At first glance it looks like another dark ripple on the water.
But study the photograph more closely and a dark hump and tail can be seen poking through the water’s surface, or so a life-long hunter of the Loch Ness monster hunter claims.
William Jobes, 62, believes that he may have at last captured the elusive creature on camera after 45 years of trying.
‘I had a wonderful shock,’ Mr Jobes said.’I have actually been coming up to Inverness for the past 45 years and I have never seen anything like this before.’
Quickly grasping his camera, Mr Jobes from Irvine in Ayrshire, managed to take a single picture before the ‘head’ disappeared under the surface.
However, to his delight a dark, hump-like shape broke the waves and he was able to take more photographs of the apparent sighting on May 24 at just after 11.10am.
Mr Jobes is convinced it was not a seal or piece of wood.
‘To be honest I know the difference between a piece of wood or a particular animal,’ he said.
‘I immediately did think it was a seal but it’s head was like a sheep.’
However, veteran Nessie hunter Steve Feltham, remains sceptical, although he admits the hump photograph cannot be immediately explained and is worth further investigation.
‘The river comes out there and something large could have come down the river and flowed out there,’ he suggested.
Mr Jobes’ is the second potential sighting of nessie so far this summer.
Last month Foyers shop and cafe owner Jan Hargreaves and her husband Simon believe they caught a glimpse of the creature.
The apparent sighting of Nessie comes after a couple were left shocked when they discovered the rotting body of a sea monster while walking along a beach at Bridge of Don, Aberdeen.
Margaret and Nick Flippence made the incredible find as they exercised their dogs at the popular beauty spot.

Mr Flippence, 59, who lives nearby, said: ‘We were stunned. I thought, “oh my God what is it?”
Curled up by the foot of sand dunes was the 30ft-long body of the unidentified animal with head, tail and teeth all discernible.
Experts are now examining the pictures with one suggesting it could be the body of a whale.
Before the discovery of the enormous sea carcass, a large creature, 20 to 30ft long with humps on its back, was filmed moving through the waters of an Alaskan bay.
The unidentified creature which was filmed by local fisherman in 2009 has already drawn comparisons to Scotland’s infamous Loch Ness Monster.
Scientists believe that the Alaskan creature could be a Cadborosaurus - a type of sea serpent that got its name from Cadboro Bay in British Columbia and is said to roam the North Pacific.
Paul LeBlond, former head of the Department of Earth and Ocean Sciences at the University of British Columbia, told Discovery News: ‘I am quite impressed with the video.
‘Although it was shot under rainy circumstances in a bouncy ship, it’s very genuine.’
The Cadborosaurus willsi, meaning ‘reptile’ or ‘lizard’ from Cadboro Bay, is an alleged sea serpent from the North Pacific thought to have a long neck, a horse-like head, large eyes, and back bumps that stick out of the water.

In 1937, a supposed body of the animal was found in the stomach of a whale captured by the Naden Harbour whaling station in the Queen Charlotte Islands, a British Columbia archipelago.
Samples of the animal were brought to the Provincial Museum in Victoria, where curator Francis Kermode concluded they belonged to a fetal baleen whale.
The animal’s remains, however, later disappeared.
James Wakelun, a worker at the whaling station, last year said that he saw the creature’s body and ‘it wasn’t an unborn whale.’
Like other cryptids, animals whose existence is suggested but not yet recognised by scientific consensus, the Cadborosaurus has existed only in grainy photographs and eyewitness accounts.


> [Work order]
Going through the material underneath, give only the number of lines that contain "Feedback".

> [The records]
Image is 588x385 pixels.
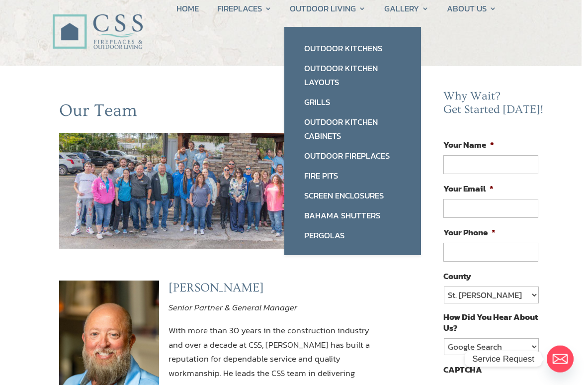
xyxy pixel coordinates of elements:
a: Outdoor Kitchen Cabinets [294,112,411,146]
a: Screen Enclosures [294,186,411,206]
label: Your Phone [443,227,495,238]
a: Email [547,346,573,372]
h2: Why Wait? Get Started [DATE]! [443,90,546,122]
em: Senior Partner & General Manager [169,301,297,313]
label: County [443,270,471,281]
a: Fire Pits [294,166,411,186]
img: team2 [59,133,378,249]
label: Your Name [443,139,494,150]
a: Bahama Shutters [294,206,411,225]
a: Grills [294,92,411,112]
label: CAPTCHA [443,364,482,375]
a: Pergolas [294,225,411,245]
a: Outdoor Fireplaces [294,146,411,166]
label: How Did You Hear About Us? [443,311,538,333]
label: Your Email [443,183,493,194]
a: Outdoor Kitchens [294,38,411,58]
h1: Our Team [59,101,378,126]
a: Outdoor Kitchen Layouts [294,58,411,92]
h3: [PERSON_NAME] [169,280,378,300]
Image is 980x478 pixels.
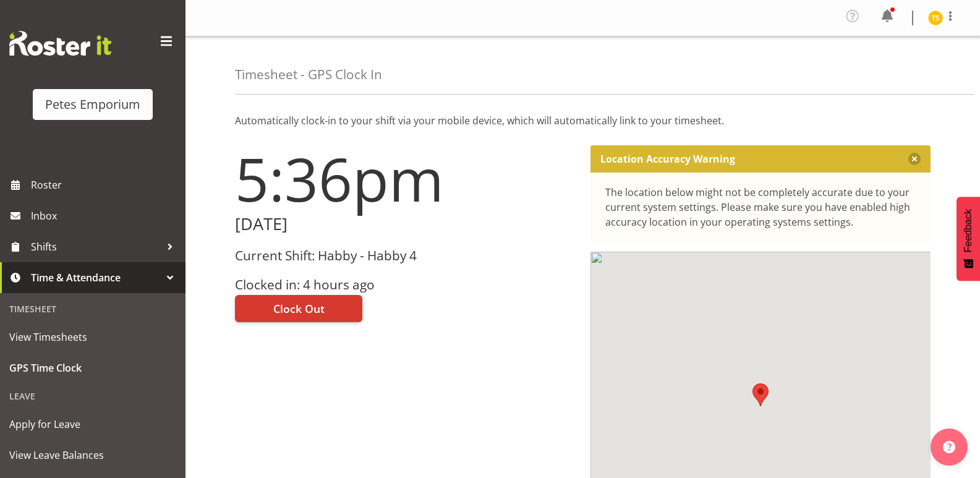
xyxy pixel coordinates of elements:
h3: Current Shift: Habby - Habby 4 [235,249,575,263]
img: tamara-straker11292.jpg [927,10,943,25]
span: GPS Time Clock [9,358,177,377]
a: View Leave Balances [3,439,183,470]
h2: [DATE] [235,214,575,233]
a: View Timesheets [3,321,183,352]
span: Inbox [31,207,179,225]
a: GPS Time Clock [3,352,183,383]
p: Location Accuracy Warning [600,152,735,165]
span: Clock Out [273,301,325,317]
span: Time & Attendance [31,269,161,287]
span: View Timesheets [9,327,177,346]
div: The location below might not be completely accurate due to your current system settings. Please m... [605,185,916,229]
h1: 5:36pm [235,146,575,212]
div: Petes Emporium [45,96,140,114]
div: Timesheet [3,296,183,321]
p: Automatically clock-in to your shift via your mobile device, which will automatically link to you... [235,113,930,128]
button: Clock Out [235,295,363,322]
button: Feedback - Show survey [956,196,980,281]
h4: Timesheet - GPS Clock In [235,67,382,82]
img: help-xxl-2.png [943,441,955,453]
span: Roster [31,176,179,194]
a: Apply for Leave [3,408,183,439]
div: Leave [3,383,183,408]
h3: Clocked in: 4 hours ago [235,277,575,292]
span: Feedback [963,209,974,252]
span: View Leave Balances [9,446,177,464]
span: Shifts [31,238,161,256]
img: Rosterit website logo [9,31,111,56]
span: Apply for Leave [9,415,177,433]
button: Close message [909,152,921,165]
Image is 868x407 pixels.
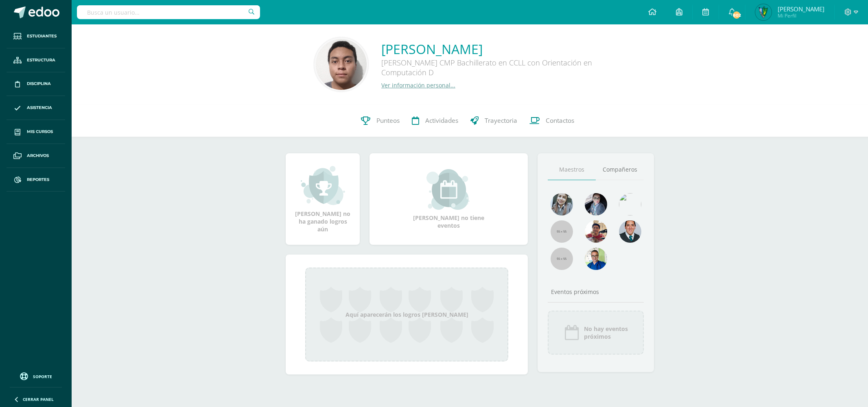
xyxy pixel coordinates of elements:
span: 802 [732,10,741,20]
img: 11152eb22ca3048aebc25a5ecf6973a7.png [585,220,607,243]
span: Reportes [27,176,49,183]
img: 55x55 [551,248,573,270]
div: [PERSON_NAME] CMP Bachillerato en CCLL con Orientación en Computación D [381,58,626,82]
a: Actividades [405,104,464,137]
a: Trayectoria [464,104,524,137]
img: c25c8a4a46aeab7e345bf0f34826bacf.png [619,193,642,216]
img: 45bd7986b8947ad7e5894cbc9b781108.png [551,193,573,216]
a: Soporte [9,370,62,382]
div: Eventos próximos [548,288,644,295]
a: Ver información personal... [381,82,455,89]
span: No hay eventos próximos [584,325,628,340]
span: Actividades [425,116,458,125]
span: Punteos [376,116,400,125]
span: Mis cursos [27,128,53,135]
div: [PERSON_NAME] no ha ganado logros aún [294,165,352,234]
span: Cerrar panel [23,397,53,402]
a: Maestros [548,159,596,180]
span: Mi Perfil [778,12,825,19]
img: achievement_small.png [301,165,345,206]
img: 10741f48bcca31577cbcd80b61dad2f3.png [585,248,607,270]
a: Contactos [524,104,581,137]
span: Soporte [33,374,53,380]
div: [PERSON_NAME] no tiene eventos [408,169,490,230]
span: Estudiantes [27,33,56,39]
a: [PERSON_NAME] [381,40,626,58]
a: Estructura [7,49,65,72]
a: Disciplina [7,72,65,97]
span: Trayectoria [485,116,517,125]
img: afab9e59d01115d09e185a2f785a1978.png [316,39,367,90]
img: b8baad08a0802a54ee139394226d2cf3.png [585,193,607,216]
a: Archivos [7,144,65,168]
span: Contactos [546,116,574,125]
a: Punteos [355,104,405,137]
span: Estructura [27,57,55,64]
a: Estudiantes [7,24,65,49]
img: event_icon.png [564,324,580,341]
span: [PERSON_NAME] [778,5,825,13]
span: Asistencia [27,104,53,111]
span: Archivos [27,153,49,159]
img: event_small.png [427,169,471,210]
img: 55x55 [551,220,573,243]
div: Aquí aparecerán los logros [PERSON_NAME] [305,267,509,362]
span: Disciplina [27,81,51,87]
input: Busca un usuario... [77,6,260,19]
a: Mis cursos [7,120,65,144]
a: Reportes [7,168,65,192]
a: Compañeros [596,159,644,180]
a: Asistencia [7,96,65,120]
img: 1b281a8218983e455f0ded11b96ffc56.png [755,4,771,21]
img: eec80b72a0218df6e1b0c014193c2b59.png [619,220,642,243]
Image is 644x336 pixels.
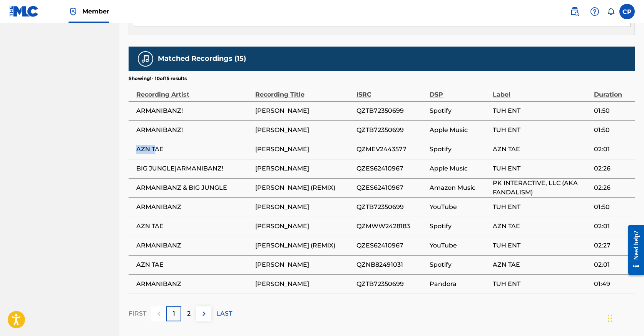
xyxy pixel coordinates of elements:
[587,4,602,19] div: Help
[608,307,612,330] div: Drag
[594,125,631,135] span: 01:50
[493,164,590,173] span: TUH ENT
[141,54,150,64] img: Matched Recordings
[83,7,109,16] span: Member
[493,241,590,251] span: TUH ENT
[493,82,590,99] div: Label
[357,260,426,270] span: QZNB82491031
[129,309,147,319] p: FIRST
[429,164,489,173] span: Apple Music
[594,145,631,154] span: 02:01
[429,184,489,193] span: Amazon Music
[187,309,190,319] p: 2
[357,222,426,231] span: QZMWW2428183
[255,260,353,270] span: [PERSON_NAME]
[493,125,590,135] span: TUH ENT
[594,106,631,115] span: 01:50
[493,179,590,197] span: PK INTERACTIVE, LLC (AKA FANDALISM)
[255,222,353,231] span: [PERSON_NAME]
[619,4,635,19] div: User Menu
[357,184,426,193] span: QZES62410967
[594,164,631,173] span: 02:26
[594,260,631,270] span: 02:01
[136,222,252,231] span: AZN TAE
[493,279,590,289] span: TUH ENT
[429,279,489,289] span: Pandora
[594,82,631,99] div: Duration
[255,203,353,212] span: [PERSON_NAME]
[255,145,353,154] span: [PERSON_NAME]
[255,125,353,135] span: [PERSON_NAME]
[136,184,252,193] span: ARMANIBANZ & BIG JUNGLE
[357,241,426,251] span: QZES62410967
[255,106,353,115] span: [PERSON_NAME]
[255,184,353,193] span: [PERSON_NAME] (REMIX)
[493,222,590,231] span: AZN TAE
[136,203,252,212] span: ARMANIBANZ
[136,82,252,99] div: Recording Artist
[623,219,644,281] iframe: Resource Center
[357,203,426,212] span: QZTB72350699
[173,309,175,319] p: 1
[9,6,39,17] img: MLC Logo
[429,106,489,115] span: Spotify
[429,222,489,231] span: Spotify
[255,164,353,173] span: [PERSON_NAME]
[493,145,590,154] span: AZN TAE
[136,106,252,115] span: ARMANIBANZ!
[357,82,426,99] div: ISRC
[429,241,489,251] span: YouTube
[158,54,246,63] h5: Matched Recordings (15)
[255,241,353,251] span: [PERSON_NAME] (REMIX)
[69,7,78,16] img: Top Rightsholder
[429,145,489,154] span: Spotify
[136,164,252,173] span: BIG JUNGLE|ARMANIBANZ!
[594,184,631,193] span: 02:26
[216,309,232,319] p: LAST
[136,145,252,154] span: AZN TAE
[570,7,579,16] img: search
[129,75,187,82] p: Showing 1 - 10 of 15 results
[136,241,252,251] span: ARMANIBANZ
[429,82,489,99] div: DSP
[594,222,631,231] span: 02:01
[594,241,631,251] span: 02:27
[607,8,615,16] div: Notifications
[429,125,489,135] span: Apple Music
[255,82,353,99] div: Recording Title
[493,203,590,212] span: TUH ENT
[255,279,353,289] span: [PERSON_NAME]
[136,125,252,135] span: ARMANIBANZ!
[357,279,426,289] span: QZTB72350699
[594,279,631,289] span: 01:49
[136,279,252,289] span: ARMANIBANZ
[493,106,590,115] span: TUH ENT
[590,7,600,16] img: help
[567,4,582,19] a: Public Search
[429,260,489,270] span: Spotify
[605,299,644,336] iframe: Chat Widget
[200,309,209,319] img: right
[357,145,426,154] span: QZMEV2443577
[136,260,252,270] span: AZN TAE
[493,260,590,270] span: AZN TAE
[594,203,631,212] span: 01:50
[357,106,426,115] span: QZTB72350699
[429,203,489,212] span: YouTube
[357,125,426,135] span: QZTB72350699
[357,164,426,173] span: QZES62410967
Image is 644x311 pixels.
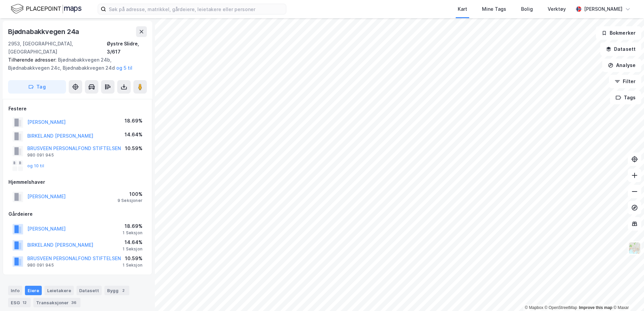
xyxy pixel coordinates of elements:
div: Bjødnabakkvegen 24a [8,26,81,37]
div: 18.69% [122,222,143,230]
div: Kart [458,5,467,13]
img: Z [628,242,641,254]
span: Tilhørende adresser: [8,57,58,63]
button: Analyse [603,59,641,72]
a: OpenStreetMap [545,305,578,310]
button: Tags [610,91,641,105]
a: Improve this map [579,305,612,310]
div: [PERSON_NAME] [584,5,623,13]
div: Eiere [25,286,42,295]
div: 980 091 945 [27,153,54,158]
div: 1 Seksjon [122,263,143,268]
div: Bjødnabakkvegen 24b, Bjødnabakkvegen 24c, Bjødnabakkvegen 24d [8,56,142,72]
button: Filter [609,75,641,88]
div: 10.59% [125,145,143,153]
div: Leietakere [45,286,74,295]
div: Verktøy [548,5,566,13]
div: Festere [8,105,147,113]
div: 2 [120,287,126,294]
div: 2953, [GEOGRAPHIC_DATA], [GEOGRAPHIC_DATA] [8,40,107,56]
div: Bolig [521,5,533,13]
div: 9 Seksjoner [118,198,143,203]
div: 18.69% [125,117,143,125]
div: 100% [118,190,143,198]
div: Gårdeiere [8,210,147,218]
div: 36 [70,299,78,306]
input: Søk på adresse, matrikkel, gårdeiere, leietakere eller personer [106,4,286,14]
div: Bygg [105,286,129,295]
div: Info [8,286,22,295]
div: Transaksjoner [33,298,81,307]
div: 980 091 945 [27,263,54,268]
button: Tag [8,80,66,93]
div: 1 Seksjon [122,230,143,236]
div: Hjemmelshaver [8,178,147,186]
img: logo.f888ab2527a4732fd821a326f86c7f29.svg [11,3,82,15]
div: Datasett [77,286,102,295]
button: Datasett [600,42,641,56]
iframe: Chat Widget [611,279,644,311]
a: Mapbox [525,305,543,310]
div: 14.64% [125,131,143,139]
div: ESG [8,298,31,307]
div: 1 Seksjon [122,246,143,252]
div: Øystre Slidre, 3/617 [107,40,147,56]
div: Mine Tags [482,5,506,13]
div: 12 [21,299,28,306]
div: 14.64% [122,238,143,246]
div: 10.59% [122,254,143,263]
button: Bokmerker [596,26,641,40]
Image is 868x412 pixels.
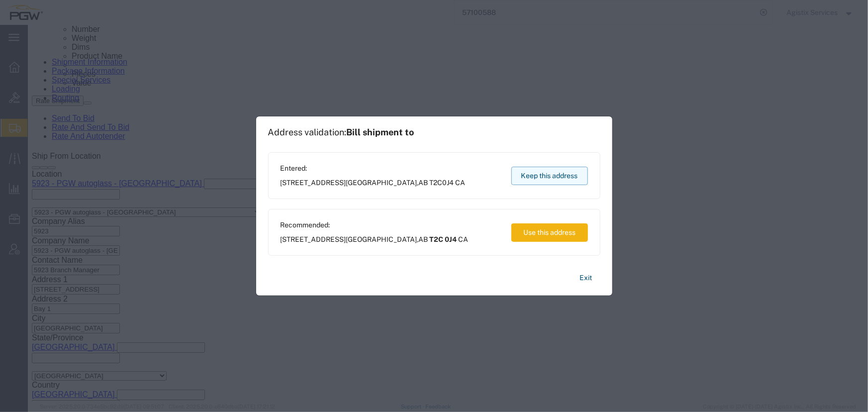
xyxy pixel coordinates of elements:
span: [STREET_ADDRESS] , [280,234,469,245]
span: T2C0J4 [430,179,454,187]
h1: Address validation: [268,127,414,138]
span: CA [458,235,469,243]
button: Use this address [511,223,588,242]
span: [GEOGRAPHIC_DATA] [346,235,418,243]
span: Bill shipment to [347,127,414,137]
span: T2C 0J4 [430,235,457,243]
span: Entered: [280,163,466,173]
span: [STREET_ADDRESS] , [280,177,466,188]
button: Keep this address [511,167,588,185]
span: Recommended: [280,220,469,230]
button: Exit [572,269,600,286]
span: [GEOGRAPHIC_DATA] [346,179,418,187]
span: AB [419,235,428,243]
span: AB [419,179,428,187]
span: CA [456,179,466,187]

> [Exercise output]
2